Install
openclaw skills install uplo-devopsAI-powered DevOps knowledge management. Search runbooks, infrastructure documentation, CI/CD pipelines, and incident response procedures with structured extraction.
openclaw skills install uplo-devopsIt is 3 AM. PagerDuty is screaming. The on-call engineer who has seen this exact failure pattern left the company four months ago. The runbook exists somewhere, maybe in Confluence, maybe in a GitHub repo, maybe in a Notion page that someone bookmarked. UPLO DevOps eliminates this scramble by indexing runbooks, post-incident reviews, infrastructure documentation, CI/CD configurations, and architecture decision records into a single searchable layer that works when you need it most.
get_identity_context
This loads your team assignments (platform, SRE, application), on-call rotation status, and access tier. Some production configurations and credentials documentation are restricted by clearance.
Grab active directives — these include change freeze windows, incident commander designations, and infrastructure migration deadlines:
get_directives
The payments service is returning 503 errors. The on-call engineer has not worked on payments before.
search_knowledge query="payments service 503 error runbook troubleshooting steps"
Check for previous incidents with similar symptoms:
search_with_context query="payments service outage 503 timeout database connection pool previous incidents root cause"
If the runbook suggests checking the connection pool but the current configuration is unclear:
search_knowledge query="payments service database connection pool configuration pgbouncer settings production"
After resolving:
log_conversation summary="Resolved payments 503 outage; root cause was pgbouncer max_client_conn exceeded after traffic spike; matched PIR-2024-087 pattern; increased pool to 200" topics='["incident","payments","pgbouncer","connection-pool"]' tools_used='["search_knowledge","search_with_context"]'
The platform team is moving from self-managed Kafka to a managed streaming service. The tech lead needs to scope the blast radius.
search_with_context query="Kafka consumers producers services dependencies topic configuration"
Find the ADRs that led to the original Kafka deployment:
search_knowledge query="architecture decision record ADR Kafka event streaming selection rationale"
Check current SLOs and whether the migration might violate them:
search_knowledge query="event streaming SLO latency throughput requirements Kafka p99"
export_org_context
search_knowledge — Your go-to during incidents. When you need a specific runbook, a configuration reference, or a known procedure, this is the fastest path. Latency matters at 3 AM. Example: search_knowledge query="redis cluster failover runbook manual promotion steps"
search_with_context — For investigation and planning. "What services depend on this database?" or "Has this failure happened before?" require traversing relationships between services, incidents, and infrastructure components. Example: search_with_context query="auth-service dependencies upstream downstream database cache"
get_directives — Change freeze windows, incident escalation policies, and migration deadlines surface here. Checking before a production change can prevent a career-limiting mistake.
flag_outdated — Infrastructure documentation rots faster than any other type. The Kubernetes cluster version documented last quarter is wrong. The network diagram shows a load balancer that was decommissioned. The runbook references a CLI tool that was replaced. Flag these aggressively — someone will use them during an incident.
report_knowledge_gap — When a service has no runbook, no architecture diagram, or no documented owner, that is an operational risk. Reporting the gap creates a trackable item for the platform team.
payments-api, auth-service-v2, order-processor) rather than casual descriptions.search_knowledge for the runbook. Only escalate to search_with_context if the runbook does not exist or the failure mode is novel. Speed matters during incidents.log_conversation after every incident investigation, even false alarms. The pattern of false alarms is itself a signal that the monitoring team should investigate.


### EXERCISE
From the records, pick out and copy each line containing "funds".
"""
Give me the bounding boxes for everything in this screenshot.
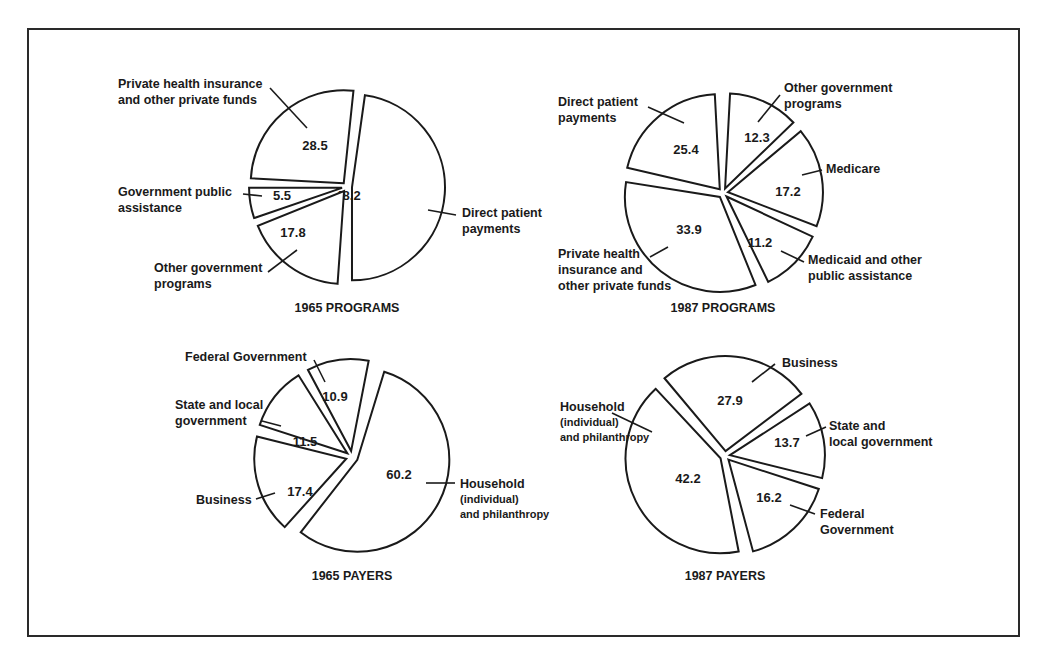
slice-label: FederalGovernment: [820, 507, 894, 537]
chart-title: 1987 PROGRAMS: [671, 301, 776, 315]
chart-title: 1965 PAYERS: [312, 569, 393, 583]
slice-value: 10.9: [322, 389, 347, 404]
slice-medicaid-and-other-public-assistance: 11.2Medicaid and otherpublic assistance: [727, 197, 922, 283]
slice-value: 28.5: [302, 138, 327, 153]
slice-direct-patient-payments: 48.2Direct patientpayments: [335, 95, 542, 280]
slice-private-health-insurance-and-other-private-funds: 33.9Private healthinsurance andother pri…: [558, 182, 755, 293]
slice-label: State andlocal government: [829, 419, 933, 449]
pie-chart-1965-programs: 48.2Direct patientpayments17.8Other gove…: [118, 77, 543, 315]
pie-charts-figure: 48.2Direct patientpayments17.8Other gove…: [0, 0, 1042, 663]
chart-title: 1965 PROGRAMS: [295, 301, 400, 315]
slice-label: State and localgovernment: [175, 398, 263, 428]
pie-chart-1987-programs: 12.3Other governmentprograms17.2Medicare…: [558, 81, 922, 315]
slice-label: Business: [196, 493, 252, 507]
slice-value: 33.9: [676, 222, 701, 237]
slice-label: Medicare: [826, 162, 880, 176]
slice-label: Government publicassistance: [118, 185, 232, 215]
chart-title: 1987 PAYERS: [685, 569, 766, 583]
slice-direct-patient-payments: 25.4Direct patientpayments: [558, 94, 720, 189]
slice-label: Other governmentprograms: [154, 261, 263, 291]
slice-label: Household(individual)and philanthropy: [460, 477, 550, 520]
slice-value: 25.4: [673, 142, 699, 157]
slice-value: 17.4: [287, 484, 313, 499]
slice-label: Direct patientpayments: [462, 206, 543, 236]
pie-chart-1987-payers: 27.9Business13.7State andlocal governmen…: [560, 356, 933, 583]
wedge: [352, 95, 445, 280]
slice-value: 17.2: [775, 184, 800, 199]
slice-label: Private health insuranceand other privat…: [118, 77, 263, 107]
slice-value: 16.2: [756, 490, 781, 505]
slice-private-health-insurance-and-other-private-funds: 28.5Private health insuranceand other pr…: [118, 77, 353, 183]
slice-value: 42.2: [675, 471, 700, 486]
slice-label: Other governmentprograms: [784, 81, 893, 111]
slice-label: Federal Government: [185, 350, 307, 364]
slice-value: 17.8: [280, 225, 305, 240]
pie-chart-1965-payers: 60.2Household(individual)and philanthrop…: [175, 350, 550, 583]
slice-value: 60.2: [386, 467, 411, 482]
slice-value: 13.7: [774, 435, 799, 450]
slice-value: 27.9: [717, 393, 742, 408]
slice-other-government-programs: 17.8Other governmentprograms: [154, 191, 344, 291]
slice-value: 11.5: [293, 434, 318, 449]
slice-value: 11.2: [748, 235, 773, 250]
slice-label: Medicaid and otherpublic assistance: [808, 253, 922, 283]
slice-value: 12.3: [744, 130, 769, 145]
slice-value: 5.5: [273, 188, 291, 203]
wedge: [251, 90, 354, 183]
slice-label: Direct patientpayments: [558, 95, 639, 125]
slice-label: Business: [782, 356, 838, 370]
"""
"""
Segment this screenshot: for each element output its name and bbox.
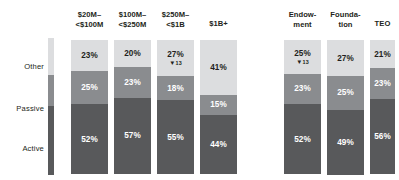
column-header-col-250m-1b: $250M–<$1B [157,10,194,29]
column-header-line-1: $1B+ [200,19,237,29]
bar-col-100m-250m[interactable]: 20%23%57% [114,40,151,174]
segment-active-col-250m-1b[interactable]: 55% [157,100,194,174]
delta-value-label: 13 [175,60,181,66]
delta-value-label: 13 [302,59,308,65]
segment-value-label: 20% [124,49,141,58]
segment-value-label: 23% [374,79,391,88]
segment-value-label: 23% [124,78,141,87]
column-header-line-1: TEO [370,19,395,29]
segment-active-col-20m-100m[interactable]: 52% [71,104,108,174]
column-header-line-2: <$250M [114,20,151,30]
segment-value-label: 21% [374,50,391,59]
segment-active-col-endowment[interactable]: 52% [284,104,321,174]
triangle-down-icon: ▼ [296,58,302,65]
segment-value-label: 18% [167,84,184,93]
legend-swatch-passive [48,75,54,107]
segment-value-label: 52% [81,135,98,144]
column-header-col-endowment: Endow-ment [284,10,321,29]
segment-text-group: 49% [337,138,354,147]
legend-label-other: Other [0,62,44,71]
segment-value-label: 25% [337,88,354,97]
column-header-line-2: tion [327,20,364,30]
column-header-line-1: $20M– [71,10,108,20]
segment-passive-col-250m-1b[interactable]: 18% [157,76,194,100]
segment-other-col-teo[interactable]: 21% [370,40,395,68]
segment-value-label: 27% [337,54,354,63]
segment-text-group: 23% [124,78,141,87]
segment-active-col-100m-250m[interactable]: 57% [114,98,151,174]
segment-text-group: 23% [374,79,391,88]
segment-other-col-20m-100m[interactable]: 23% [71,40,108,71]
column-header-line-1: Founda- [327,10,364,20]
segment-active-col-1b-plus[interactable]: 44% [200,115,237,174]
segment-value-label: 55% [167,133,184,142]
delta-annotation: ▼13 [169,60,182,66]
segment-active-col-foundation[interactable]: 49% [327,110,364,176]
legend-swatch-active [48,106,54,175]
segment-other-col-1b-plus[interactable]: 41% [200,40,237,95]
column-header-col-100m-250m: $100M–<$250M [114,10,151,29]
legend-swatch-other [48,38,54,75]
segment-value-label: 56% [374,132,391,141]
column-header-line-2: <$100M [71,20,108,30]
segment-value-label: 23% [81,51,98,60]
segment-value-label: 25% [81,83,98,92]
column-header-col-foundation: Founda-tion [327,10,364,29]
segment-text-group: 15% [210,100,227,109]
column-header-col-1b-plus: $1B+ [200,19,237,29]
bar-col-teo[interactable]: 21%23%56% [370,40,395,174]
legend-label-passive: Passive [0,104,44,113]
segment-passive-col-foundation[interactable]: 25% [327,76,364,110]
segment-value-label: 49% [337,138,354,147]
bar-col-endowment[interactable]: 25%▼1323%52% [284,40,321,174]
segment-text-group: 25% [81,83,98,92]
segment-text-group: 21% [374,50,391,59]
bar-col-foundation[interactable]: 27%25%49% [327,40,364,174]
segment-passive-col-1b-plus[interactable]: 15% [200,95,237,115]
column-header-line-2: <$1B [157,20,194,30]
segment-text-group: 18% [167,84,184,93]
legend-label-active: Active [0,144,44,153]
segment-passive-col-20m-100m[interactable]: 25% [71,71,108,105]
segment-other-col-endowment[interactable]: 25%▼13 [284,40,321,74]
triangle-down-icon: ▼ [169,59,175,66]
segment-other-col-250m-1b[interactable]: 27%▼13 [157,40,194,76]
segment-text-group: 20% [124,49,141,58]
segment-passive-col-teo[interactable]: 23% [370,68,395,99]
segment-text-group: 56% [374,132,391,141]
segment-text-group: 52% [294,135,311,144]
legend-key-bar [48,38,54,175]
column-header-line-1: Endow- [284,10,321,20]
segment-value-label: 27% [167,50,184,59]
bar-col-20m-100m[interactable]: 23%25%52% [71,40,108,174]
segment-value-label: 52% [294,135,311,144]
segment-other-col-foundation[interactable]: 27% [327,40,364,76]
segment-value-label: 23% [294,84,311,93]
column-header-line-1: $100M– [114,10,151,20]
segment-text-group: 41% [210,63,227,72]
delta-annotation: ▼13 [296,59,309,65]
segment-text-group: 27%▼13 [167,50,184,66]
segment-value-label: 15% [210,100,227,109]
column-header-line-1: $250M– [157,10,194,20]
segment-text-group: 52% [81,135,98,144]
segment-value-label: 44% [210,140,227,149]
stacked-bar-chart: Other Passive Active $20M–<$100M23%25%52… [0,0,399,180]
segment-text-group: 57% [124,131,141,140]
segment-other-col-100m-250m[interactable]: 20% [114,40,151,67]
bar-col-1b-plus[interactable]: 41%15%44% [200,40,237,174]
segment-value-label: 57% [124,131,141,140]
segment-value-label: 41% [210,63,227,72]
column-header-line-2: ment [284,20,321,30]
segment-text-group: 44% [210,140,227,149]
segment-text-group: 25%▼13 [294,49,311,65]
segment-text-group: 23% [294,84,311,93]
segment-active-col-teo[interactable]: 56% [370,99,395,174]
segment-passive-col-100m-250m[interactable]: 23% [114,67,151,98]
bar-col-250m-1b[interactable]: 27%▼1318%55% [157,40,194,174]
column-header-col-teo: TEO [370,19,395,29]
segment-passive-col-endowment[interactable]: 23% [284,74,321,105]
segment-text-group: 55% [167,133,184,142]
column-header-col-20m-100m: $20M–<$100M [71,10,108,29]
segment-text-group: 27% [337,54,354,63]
"""
### OUTPUT OF THE EXERCISE
slice-private-health-insurance-and-other-private-funds: 33.9Private healthinsurance andother pri…: [558, 182, 755, 293]
slice-private-health-insurance-and-other-private-funds: 28.5Private health insuranceand other pr…: [118, 77, 353, 183]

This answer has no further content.